The Facebook parent has signed a multiyear deal with Nvidia that includes not only GPUs but also, for the first time, standalone Nvidia processors. The agreement marks a strategic shift for both companies.

Meta has committed to purchasing millions of Nvidia chips in a multiyear agreement, including current Blackwell GPUs, upcoming Rubin GPUs, and, for the first time, standalone Grace and Vera CPUs. Neither company disclosed a price for the deal. Ben Bajarin, CEO and principal analyst at tech consultancy Creative Strategies, estimated it would be worth billions of dollars. According to The Register, the deal is likely to contribute tens of billions to Nvidia's bottom line.

Meta CEO Mark Zuckerberg had previously announced plans to nearly double the company's AI infrastructure spending in 2026 to as much as $135 billion.

Nvidia's CPU push targets the inference market

The most notable aspect of the deal is not the GPU purchase but Meta's decision to deploy Nvidia's CPUs as standalone products at large scale. Until now, Nvidia's Grace processors were almost exclusively available as part of so-called "Superchips" that combine a CPU and GPU on a single module. Nvidia officially changed its sales strategy in January 2026 and began offering the CPUs separately. The first named customer at that time was neocloud provider CoreWeave.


**Problem description**
Before doing anything else, copy the entries below exactly.

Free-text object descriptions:
________________________________________
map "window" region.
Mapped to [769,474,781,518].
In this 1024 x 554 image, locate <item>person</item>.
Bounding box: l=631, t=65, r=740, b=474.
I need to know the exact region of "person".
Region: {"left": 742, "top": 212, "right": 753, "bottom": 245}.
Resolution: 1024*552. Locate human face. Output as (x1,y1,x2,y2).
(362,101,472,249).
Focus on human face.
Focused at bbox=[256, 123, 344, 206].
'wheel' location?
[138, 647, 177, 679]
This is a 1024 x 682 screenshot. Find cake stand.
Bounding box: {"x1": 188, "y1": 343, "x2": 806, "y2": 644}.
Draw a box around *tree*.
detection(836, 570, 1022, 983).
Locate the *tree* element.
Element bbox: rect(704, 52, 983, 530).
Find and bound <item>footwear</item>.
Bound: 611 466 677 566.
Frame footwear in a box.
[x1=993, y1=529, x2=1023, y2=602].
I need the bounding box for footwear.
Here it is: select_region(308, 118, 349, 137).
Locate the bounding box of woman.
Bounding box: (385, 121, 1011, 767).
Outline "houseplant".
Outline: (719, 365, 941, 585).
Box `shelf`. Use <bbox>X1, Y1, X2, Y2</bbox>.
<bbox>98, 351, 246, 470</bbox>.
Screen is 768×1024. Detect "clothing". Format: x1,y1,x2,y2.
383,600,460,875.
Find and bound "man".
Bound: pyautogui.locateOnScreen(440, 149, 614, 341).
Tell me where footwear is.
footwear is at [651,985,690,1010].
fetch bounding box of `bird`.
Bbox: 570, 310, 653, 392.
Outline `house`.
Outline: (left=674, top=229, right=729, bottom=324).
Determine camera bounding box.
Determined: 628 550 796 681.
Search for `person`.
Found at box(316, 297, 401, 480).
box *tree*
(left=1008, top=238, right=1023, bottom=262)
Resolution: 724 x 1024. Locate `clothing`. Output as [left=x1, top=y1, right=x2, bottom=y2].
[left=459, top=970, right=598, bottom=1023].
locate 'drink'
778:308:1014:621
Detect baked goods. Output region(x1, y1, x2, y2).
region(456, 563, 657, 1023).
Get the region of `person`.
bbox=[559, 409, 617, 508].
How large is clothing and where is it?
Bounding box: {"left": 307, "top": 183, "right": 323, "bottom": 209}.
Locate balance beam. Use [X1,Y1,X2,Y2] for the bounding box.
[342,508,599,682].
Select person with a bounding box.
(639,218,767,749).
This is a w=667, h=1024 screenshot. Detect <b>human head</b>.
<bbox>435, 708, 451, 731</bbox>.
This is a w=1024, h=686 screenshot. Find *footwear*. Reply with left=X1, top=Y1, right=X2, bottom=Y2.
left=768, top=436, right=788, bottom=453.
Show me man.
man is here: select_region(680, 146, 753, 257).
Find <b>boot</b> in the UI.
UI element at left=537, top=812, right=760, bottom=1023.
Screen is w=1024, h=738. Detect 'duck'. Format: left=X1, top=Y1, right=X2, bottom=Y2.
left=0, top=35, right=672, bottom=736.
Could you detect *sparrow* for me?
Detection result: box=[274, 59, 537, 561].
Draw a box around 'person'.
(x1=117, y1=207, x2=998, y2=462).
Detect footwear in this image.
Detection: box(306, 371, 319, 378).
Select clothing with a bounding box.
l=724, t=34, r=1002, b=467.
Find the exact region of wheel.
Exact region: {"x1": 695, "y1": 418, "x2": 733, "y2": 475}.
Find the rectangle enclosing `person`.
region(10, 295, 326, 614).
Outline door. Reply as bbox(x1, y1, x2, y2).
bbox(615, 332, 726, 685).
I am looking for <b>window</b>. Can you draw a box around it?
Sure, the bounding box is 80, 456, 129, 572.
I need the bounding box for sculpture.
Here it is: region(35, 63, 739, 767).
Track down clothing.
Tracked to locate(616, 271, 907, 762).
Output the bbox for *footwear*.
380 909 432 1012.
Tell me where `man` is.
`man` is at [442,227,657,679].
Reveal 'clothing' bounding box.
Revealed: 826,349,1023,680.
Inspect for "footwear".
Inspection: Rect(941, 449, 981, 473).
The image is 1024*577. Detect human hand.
________________________________________
**Exercise solution**
map "window" region.
Mapped to [769,474,781,518].
In this 1024 x 554 image, locate <item>person</item>.
Bounding box: l=631, t=65, r=740, b=474.
I need to know the exact region of "person".
Region: {"left": 742, "top": 212, "right": 753, "bottom": 245}.
Resolution: 1024*552. Locate human face. Output as (x1,y1,x2,y2).
(362,101,472,249).
Focus on human face.
Focused at bbox=[256, 123, 344, 206].
'wheel' location?
[138, 647, 177, 679]
This is a 1024 x 682 screenshot. Find cake stand.
Bounding box: {"x1": 188, "y1": 343, "x2": 806, "y2": 644}.
Draw a box around *tree*.
detection(836, 570, 1022, 983).
Locate the *tree* element.
Element bbox: rect(704, 52, 983, 530).
Find and bound <item>footwear</item>.
Bound: 611 466 677 566.
Frame footwear in a box.
[x1=993, y1=529, x2=1023, y2=602].
I need the bounding box for footwear.
Here it is: select_region(308, 118, 349, 137).
Locate the bounding box of woman.
Bounding box: (385, 121, 1011, 767).
Outline "houseplant".
Outline: (719, 365, 941, 585).
Box `shelf`. Use <bbox>X1, Y1, X2, Y2</bbox>.
<bbox>98, 351, 246, 470</bbox>.
Screen is 768×1024. Detect "clothing". Format: x1,y1,x2,y2.
383,600,460,875.
Find and bound "man".
Bound: pyautogui.locateOnScreen(440, 149, 614, 341).
Tell me where footwear is.
footwear is at [651,985,690,1010].
fetch bounding box of `bird`.
Bbox: 570, 310, 653, 392.
Outline `house`.
Outline: (left=674, top=229, right=729, bottom=324).
Determine camera bounding box.
Determined: 628 550 796 681.
Search for `person`.
Found at box(316, 297, 401, 480).
box *tree*
(left=1008, top=238, right=1023, bottom=262)
Resolution: 724 x 1024. Locate `clothing`. Output as [left=x1, top=y1, right=x2, bottom=y2].
[left=459, top=970, right=598, bottom=1023].
locate 'drink'
778:308:1014:621
Detect baked goods. Output region(x1, y1, x2, y2).
region(456, 563, 657, 1023).
Get the region of `person`.
bbox=[559, 409, 617, 508].
How large is clothing and where is it?
Bounding box: {"left": 307, "top": 183, "right": 323, "bottom": 209}.
Locate balance beam. Use [X1,Y1,X2,Y2] for the bounding box.
[342,508,599,682].
Select person with a bounding box.
(639,218,767,749).
This is a w=667, h=1024 screenshot. Detect <b>human head</b>.
<bbox>435, 708, 451, 731</bbox>.
This is a w=1024, h=686 screenshot. Find *footwear*. Reply with left=X1, top=Y1, right=X2, bottom=Y2.
left=768, top=436, right=788, bottom=453.
Show me man.
man is here: select_region(680, 146, 753, 257).
Find <b>boot</b> in the UI.
UI element at left=537, top=812, right=760, bottom=1023.
Screen is w=1024, h=738. Detect 'duck'. Format: left=X1, top=Y1, right=X2, bottom=Y2.
left=0, top=35, right=672, bottom=736.
Could you detect *sparrow* for me?
Detection result: box=[274, 59, 537, 561].
Draw a box around 'person'.
(x1=117, y1=207, x2=998, y2=462).
Detect footwear in this image.
Detection: box(306, 371, 319, 378).
Select clothing with a bounding box.
l=724, t=34, r=1002, b=467.
Find the exact region of wheel.
Exact region: {"x1": 695, "y1": 418, "x2": 733, "y2": 475}.
Find the rectangle enclosing `person`.
region(10, 295, 326, 614).
Outline door. Reply as bbox(x1, y1, x2, y2).
bbox(615, 332, 726, 685).
I am looking for <b>window</b>. Can you draw a box around it?
Sure, the bounding box is 80, 456, 129, 572.
I need the bounding box for sculpture.
Here it is: region(35, 63, 739, 767).
Track down clothing.
Tracked to locate(616, 271, 907, 762).
Output the bbox for *footwear*.
380 909 432 1012.
Tell me where `man` is.
`man` is at [442,227,657,679].
Reveal 'clothing' bounding box.
Revealed: 826,349,1023,680.
Inspect for "footwear".
Inspection: Rect(941, 449, 981, 473).
The image is 1024*577. Detect human hand.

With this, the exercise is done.